As far back as November, delegates voted for a changing of the guard in several key positions on the IABA’s Central Council — the body which oversees the day-to-day running of the organisation — including president, vice president, secretary and registrar. However, this changeover was delayed by almost eight months because several candidates had seen their IABA memberships revoked for previously dissenting against the Council. Their ban was later overturned on appeal, and a new-look Central Council, led by president Gerry O’Mahony, was formalised at Sunday’s EGM.

As such, though, any dialogue or proposals for change between Sport Ireland, Minister Chambers and the ‘old’ Central Council in the intervening months were simply written off as illegitimate by many delegates: as far as they were concerned, they had already democratically voted for a changes which had not yet been implemented, and their democratic process was effectively being ignored by higher powers both within and outside of the IABA.

And that has been a long-running problem: many club members feel as though their own concerns have simply not been heard throughout this entire process; that they were not consulted in any meaningful way by either Sport Ireland or the minister for sport, who made their own plans for change in consultation with the wrong top brass.

Many feel that some of the measures proposed to fix the sport’s undeniably broken system of governance were superficial, while some feared that the introduction of six ‘independent’ directors would conceivably only further dilute the influence on the sport of the very volunteers that keep it alive in clubs across the country.

The 15% funding cut to the IABA, meanwhile, was not a sufficient deterrent because, as most members see it, the impact of state funding on the clubs they represent is already infinitesimal.

What happens next for Irish amateur boxing?

Sport Ireland and Minister Chambers have now given the IABA until mid-September to present to them “a comprehensive plan for real and meaningful governance reform,” as Sport Ireland CEO Dr Una May put it on Monday.

Should the IABA fail to do so, they will be hit by harsher funding cuts towards the end of 2022. Continued failure to make the requisite changes to their governance may result in the Association becoming entirely cut off from state funding in 2023, a year out from the Paris Olympics.

The proposals put forward at Sunday’s EGM are dead in the water. However, in Gerry O’Mahony, the IABA have a new Central Council president whose dealings with higher-ups will at least be seen as legitimate by the delegates who democratically elected him way back in November.

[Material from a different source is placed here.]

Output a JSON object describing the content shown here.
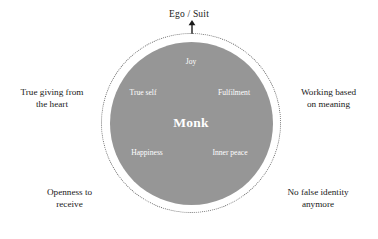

That he defeated outgoing president Dominic O’Rourke by 143 votes to 94 gives him a strong mandate to shape the future of the association to the will of the majority of the people who compose it. But achieving that future will now require immediate, comprehensive planning as well as engagement with both Sport Ireland and the sports minister.

Any further funding cuts will begin to interfere with athletes, likely beginning with underage teams travelling to international tournaments. This is a prospect which simply cannot be entertained when the IABA’s board of directors meet again in the coming days to plot their next steps.